Iranian workers’ revolt against inequality holds the key to freedom

In late December a wave of mass protests in Iran began that spread to all corners of the country. Spontaneous protests erupted in nearly 70 cities, many in provincial areas where there is high unemployment. At least 22 people have been killed by the authorities and more than 1500 arrested.

This is the largest display of public defiance since 2009—when protests against electoral fraud were brutally repressed. This time the revolt has been strongest in cities with a large impoverished working class.

The regime has hit back, deploying its Revolutionary Guards to savagely repress the movement.

The initial protest in Mashhad, Iran’s second largest city, was organised by regime hardliners in an attempt to undermine “reformist” president Hassan Rouhani. But it was taken over immediately by ordinary people looking to voice their frustration over unemployment and economic hardship.

The immediate catalyst for popular rage was the annual budget, where Rouhani’s government gave huge handouts to clerical institutions and the military while cutting subsidies for the poor. The economy has actually started to recover, following the easing of sanctions and the resumption of oil exports. But the mass of poor people have barely benefitted.

Price rises, including a 40 per cent jump in the price of eggs, unemployment officially at 12 per cent but in reality much higher, unpaid wages and rocketing rents have all made life harder. Many retirees haven’t received their pensions, and others have lost money because the banks went bankrupt.

Unlike those in 2009, the protests have raised slogans against both factions of the regime: the liberal “reformers” and the conservative hardliners. Despite its religious framework the Iranian regime is fundamentally capitalist. Both factions have imposed neo-liberal austerity and embarked on privatisation in an effort to attract foreign investors and restore relations with the West.

Chants have included both “Death to the Dictator”, targeting Supreme Leader Ali Khamenei and “Death to Rouhani”.

Protesters have also opposed Iranian government spending on wars in Syria and Iraq while ordinary Iranians suffer poverty, with chants including “Forget about Syria—think about us”.

There have been calls for independent trade unions, and the fall of the Islamist regime.

Women have been at the forefront of the protests, often defying the compulsory wearing of the hijab.

As in any real movement there are also conflicting ideas. There have been some nationalist slogans raised such as “Neither Gaza, nor Lebanon, I give my life for Iran” and “We are Aryans, we don’t worship Arabs”.

Don’t trust Trump

Donald Trump has positioned himself as a supporter of the Iranian masses. Nothing could be further from the truth. Iranians are among those banned from entering the US under Trump’s travel ban. He has slashed the refugee quota, and is intent on scrapping the deal over Iran’s nuclear program which has eased sanctions.

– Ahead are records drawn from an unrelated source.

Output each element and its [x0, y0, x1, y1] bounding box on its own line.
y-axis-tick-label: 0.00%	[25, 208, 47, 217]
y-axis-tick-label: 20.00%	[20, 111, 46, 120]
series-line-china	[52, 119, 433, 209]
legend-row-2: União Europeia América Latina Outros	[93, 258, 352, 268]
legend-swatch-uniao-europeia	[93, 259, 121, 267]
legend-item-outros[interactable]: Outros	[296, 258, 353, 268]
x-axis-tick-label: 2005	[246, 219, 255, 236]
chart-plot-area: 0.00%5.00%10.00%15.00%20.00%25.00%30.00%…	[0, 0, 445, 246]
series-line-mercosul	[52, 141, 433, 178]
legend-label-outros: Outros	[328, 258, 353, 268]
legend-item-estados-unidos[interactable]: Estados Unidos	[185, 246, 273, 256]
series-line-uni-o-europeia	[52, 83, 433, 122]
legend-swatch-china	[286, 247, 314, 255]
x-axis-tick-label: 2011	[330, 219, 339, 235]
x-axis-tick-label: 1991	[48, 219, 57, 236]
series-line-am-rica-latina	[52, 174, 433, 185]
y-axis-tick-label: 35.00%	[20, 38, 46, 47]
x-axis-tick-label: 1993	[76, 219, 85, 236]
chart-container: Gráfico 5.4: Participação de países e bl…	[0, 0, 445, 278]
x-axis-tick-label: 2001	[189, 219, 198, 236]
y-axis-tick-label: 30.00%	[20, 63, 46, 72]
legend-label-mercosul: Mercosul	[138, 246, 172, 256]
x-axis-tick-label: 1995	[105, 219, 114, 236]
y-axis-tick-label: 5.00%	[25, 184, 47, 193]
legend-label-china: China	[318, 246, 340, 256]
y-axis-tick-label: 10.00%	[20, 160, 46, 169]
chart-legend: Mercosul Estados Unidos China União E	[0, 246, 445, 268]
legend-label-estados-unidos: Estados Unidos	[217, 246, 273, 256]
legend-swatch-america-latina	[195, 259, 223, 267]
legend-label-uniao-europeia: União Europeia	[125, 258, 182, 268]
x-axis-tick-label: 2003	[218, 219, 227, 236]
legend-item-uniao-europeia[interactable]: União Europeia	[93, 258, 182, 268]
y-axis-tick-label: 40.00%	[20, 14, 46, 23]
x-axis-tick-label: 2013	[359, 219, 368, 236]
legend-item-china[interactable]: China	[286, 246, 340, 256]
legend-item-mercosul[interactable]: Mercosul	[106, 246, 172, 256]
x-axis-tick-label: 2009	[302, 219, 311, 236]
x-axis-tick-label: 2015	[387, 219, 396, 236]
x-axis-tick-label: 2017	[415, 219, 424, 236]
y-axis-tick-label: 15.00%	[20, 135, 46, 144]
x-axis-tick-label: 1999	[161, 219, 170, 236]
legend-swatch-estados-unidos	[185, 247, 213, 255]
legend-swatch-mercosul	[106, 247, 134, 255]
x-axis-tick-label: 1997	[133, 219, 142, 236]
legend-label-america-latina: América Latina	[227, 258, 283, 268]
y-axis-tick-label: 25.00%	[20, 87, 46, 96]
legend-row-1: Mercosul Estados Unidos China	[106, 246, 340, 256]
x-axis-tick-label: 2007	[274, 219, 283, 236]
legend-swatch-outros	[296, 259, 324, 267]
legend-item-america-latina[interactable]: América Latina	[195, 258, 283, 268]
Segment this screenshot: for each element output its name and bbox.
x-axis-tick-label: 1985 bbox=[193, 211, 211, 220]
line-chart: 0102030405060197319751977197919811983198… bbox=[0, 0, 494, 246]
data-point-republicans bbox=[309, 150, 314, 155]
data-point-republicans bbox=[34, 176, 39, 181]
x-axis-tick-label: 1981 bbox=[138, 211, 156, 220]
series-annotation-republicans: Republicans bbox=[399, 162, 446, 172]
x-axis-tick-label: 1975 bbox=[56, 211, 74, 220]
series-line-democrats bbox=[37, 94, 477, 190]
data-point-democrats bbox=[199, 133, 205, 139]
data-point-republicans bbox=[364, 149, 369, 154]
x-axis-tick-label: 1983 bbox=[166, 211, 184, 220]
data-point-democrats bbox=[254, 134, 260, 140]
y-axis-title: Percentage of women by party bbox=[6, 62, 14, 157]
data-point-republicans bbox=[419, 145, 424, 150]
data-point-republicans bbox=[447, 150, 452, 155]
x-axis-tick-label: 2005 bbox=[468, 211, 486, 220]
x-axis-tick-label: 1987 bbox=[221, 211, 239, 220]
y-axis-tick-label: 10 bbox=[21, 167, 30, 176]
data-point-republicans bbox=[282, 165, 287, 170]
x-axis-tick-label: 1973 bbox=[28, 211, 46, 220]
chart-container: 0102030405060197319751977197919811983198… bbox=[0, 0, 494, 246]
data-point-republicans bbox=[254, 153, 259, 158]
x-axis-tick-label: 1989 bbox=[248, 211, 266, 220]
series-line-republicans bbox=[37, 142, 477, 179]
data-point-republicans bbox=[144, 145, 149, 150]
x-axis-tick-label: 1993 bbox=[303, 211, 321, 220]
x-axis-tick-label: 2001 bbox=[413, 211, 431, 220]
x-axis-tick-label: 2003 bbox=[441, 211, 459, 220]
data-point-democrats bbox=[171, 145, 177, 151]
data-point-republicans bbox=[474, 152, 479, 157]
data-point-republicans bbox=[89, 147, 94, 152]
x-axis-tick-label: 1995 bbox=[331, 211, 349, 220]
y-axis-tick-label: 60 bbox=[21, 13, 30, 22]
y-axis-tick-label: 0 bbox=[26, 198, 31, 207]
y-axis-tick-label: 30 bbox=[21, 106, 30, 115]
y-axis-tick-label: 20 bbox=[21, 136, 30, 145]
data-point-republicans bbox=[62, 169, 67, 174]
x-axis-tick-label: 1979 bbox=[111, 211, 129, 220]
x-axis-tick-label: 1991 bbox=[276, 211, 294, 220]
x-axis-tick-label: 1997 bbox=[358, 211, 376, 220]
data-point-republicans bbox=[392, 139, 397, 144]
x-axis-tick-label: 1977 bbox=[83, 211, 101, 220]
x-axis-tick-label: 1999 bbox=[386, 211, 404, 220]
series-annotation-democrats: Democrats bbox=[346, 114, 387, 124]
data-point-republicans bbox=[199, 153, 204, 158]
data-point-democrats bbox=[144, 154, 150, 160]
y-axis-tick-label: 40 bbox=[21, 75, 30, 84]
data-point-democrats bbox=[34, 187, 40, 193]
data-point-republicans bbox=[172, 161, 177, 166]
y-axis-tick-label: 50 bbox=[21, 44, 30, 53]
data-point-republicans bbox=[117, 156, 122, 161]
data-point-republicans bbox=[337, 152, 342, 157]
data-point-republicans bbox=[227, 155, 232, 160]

The Australian government also wants to keep out Iranian refugees, many of whom fled the regime’s crackdown on the 2009 protests. It has imprisoned hundreds of Iranian asylum seekers on Manus Island and Nauru.

Western governments are no friends of ordinary Iranians struggling for freedom. They simply hope to replace the Iranian regime with a government supportive of Western control of the Middle East.

But it is an insult to the brave protesters to present them as somehow manipulated by the US and Israel as the regime’s supporters are doing.

Workers’ movement

In the mass revolutionary wave that overthrew the Shah in 1979, workers played a central role, before Ayatollah Khomeini suppressed all expressions of independent working class organisation in an effort to restabilise Iranian capitalism.

Workers in Iran continue to resist the privatisation of the steel and oil industries, the widespread use of sub-contracting and the imprisonment of union leaders.

According to Agence France-Presse, “Minor protests have been bubbling away in the weeks leading up to the current unrest,” with “hundreds of oil workers and truck drivers protesting the late payment of wages; tractor makers in Tabriz against their factory’s closure; and Tehran tire workers at bonuses being delayed.”

A successful uprising in Iran could undermine the bitter sectarianism between Shia and the Sunni that has riven the Middle East over recent years. Syrian and Egyptian revolutionaries for example, have already been inspired by the revolt. Egypt in particular, which was at the heart of the Arab Spring of 2011, has a large working class that has fought to build independent trade unions.

A mass uprising of the Iranian working class demanding freedom and an end to inequality would inspire workers across the region to fight their own ruling classes.